Notice: If have a
favorite video of your favorite artist please go to
www.youtube.com
Register its Free and upload your video
Then email me at
hbloomfield@rogers.com and let me know and I will pick them up
and load them on this site
Comments on the site can be also sent to the above address
Welcome to Classical Music Tube
Powered By
This site is devoted to giving you the best videos on
Jazz that have been collected by Jazz lovers thru out the world
and made available on the great YOU Tube Web Site
Thank You for all the great support
Check Out Music
Video Search for all genres of
Music Videos
Please note I am trying to keep this
site up to date
From time to time some video's will not be available up due to
copyright infringement and when that happens YOU Tube has to take down
the videos from their site but I will try to find replacements
when I can.
E-Music is a
revolutionary new music discovery service that offers an easy and
inexpensive way for avid music fans to download and enjoy over 200,000
high-quality MP3 songs from established musicians.
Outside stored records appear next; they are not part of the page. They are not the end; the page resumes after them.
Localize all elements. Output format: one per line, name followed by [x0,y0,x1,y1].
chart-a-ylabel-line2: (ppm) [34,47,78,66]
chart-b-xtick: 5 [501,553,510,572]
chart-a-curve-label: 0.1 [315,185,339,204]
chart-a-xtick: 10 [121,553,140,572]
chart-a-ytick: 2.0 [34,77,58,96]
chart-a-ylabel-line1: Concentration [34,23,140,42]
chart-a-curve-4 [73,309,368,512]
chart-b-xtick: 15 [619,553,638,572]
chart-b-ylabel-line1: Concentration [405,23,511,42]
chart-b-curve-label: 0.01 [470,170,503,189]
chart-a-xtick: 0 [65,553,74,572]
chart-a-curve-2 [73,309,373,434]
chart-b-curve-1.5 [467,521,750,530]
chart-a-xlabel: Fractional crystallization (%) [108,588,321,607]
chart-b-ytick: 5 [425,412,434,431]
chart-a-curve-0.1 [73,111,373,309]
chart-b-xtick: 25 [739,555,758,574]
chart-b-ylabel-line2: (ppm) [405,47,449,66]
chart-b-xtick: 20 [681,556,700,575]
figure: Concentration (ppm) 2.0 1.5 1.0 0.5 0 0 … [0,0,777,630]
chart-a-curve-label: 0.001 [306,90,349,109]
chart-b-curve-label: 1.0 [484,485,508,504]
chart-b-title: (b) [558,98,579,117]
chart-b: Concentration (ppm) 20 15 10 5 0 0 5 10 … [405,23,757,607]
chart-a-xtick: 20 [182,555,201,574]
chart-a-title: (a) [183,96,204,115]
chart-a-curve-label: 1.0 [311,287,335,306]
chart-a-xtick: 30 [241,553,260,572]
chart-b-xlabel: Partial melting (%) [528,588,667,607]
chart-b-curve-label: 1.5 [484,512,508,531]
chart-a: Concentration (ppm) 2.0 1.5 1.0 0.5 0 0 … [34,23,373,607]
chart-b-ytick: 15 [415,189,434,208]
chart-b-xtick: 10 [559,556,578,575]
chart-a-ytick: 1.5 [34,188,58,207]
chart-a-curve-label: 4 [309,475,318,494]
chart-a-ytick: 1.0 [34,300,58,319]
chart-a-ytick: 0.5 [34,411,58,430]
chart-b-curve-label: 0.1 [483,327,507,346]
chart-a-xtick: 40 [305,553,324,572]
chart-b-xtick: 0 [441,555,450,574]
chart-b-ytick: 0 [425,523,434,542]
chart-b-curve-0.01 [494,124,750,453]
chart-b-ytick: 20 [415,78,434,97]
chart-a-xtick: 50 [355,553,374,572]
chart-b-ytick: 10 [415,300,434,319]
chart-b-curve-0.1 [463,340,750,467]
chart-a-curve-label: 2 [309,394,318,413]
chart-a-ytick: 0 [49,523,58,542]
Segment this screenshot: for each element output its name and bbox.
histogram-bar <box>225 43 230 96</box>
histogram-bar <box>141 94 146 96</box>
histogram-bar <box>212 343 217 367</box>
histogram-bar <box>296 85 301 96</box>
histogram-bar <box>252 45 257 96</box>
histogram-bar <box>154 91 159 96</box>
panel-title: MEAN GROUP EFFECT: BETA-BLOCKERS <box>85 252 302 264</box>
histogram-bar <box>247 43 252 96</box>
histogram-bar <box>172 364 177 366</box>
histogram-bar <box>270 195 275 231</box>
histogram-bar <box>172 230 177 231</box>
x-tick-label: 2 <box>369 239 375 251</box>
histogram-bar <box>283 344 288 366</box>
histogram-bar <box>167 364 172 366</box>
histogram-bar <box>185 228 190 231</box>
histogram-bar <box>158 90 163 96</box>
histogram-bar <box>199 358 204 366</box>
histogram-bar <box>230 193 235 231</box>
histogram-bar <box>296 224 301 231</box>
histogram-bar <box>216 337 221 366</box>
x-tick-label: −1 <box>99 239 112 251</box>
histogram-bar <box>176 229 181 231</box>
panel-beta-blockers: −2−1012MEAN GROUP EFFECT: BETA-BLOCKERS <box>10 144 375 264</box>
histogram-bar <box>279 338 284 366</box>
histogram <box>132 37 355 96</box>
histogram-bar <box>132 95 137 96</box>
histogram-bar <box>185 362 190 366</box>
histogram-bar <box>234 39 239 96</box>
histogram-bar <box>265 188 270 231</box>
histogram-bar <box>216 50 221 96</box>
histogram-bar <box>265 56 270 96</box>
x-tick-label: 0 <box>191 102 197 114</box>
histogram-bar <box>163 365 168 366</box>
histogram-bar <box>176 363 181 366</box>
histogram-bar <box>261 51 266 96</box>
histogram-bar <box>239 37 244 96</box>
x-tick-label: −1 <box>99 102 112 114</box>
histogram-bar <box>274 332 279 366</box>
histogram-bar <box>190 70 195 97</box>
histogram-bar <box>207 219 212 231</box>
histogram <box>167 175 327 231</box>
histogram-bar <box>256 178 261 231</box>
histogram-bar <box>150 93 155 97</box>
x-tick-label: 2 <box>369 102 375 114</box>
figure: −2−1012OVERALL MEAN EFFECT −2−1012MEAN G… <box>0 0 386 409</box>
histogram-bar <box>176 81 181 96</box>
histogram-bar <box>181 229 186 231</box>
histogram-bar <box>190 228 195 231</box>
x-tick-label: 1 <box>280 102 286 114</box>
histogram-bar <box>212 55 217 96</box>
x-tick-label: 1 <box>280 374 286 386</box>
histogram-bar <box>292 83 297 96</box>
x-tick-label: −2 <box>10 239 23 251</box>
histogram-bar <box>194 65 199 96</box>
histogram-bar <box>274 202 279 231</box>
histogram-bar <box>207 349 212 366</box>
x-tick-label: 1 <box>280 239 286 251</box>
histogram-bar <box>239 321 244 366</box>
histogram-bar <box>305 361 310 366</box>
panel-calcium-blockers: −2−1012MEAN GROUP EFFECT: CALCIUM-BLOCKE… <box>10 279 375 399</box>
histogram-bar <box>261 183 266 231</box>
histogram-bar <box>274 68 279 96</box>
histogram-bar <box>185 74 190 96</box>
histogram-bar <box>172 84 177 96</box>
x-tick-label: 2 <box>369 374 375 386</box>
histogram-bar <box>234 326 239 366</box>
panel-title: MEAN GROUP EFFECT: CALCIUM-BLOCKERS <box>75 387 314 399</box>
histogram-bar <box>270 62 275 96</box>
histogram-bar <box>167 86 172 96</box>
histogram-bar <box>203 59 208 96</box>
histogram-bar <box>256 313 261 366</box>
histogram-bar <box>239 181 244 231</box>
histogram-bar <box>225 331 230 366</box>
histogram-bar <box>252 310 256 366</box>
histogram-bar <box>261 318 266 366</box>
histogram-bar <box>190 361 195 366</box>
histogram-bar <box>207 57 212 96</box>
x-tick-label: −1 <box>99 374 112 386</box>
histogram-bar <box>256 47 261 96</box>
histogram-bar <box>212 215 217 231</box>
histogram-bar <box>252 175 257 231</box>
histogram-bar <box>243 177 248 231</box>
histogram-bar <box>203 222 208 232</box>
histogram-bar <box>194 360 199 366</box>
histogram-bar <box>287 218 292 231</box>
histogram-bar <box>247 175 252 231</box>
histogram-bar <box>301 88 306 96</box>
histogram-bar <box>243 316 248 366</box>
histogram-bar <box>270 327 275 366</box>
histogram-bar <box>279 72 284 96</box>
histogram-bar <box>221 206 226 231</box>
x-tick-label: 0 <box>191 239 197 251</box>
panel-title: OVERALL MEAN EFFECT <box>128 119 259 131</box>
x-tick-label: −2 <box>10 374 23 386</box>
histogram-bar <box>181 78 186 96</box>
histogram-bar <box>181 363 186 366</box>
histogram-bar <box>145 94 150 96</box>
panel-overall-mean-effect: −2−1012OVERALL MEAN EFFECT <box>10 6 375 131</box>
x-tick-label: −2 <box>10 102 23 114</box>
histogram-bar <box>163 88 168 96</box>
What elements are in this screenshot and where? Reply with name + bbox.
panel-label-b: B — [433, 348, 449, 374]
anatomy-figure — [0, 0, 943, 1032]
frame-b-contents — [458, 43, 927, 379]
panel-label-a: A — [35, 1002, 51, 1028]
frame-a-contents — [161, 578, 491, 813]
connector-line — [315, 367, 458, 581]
For as little as
$9.99 a month, you can download as much music as you desire from
E-Music's catalog. All of the music is legitimately licensed from
record labels and artists, so you can feel comfortable knowing that
songwriters, musicians and other copyright-holders are being fairly
compensated for their work.
Search For your favorite Classical Music Video Below-Copy and
Paste the Composer Name in the Search Box below:
Loading...
Through his far-reaching endeavors as composer, performer, educator, and
ethnomusicolgist, Béla Bartók emerged as one of the most forceful and
influential musical personalities of the twentieth century. Born in
Nagyszentmiklós, Hungary (now Romania) on March 25, 1881, Bartók began his
musical training with piano studies at the age of five, foreshadowing his
lifelong affinity for the instrument. Following his graduation from the
Royal Academy of Music in 1901 and the composition of his first mature
works -- most notably, the symphonic poem Kossuth (1903) -- Bartók
embarked on one of the classic field studies in the history of
ethnomusicology. With fellow countryman and composer Zoltán Kodály, he
traveled throughout Hungary and neighboring countries, collecting
thousands of authentic folksongs. Bartók's immersion in this music lasted
for decades, and the intricacies he discovered therein, from plangent
modality to fiercely aggressive rhythms, exerted a potent influence on his
own musical language. In addition to his compositional activities and folk
music research, Bartók's career unfolded amid a bustling schedule of
teaching and performing. The great success he enjoyed as a concert artist
in the 1920s was offset somewhat by difficulties that arose from the
tenuous political atmosphere in Hungary, a situation exacerbated by the
composer's frank manner. As the specter of fascism in Europe in the 1930s
grew ever more sinister, he refused to play in Germany and banned radio
broadcasts of his music there and in Italy. A concert in Budapest on
October 8, 1940, was the composer's farewell to the country which had
provided him so much inspiration and yet caused him so much grief. Days
later, Bartók and his wife set sail for America. In his final years Bartók
was beleaguered by poor health. Though his prospects seemed sunnier in the
final year of his life, his last great hope -- to return to Hungary -- was
dashed in the aftermath of World War II. He died of leukemia in New York
on September 26, 1945. The composer's legacy included a number of
ambitious but unrealized projects, including a Seventh String Quartet; two
major works, the Viola Concerto and the Piano Concerto No. 3, were
completed from Bartók's in-progress scores and sketches by his pupil,
Tibor Serly. From its roots in the music he performed as a pianist --
Mozart, Beethoven, Chopin, Brahms -- Bartók's own style evolved through
several stages into one of the most distinctive and influential musical
idioms of the first half of the twentieth century. The complete
assimilation of elements from varied sources -- the Classical masters,
contemporaries like Debussy, folk songs -- is one of the signal traits of
Bartók's music. The polychromatic orchestral textures of Richard Strauss
had an immediate and long-lasting effect upon Bartók's own instrumental
sense, evidenced in masterpieces such as Music for Strings, Percussion,
and Celesta (1936) and the Concerto for Orchestra (1945). Bartók
demonstrated an especial concern with form in his exploitation and
refinement of devices like palindromes, arches, and proportions based on
the "golden section." Perhaps above all other elements, though, it is the
ingenious application of rhythm that gives Bartók's music its keen edge.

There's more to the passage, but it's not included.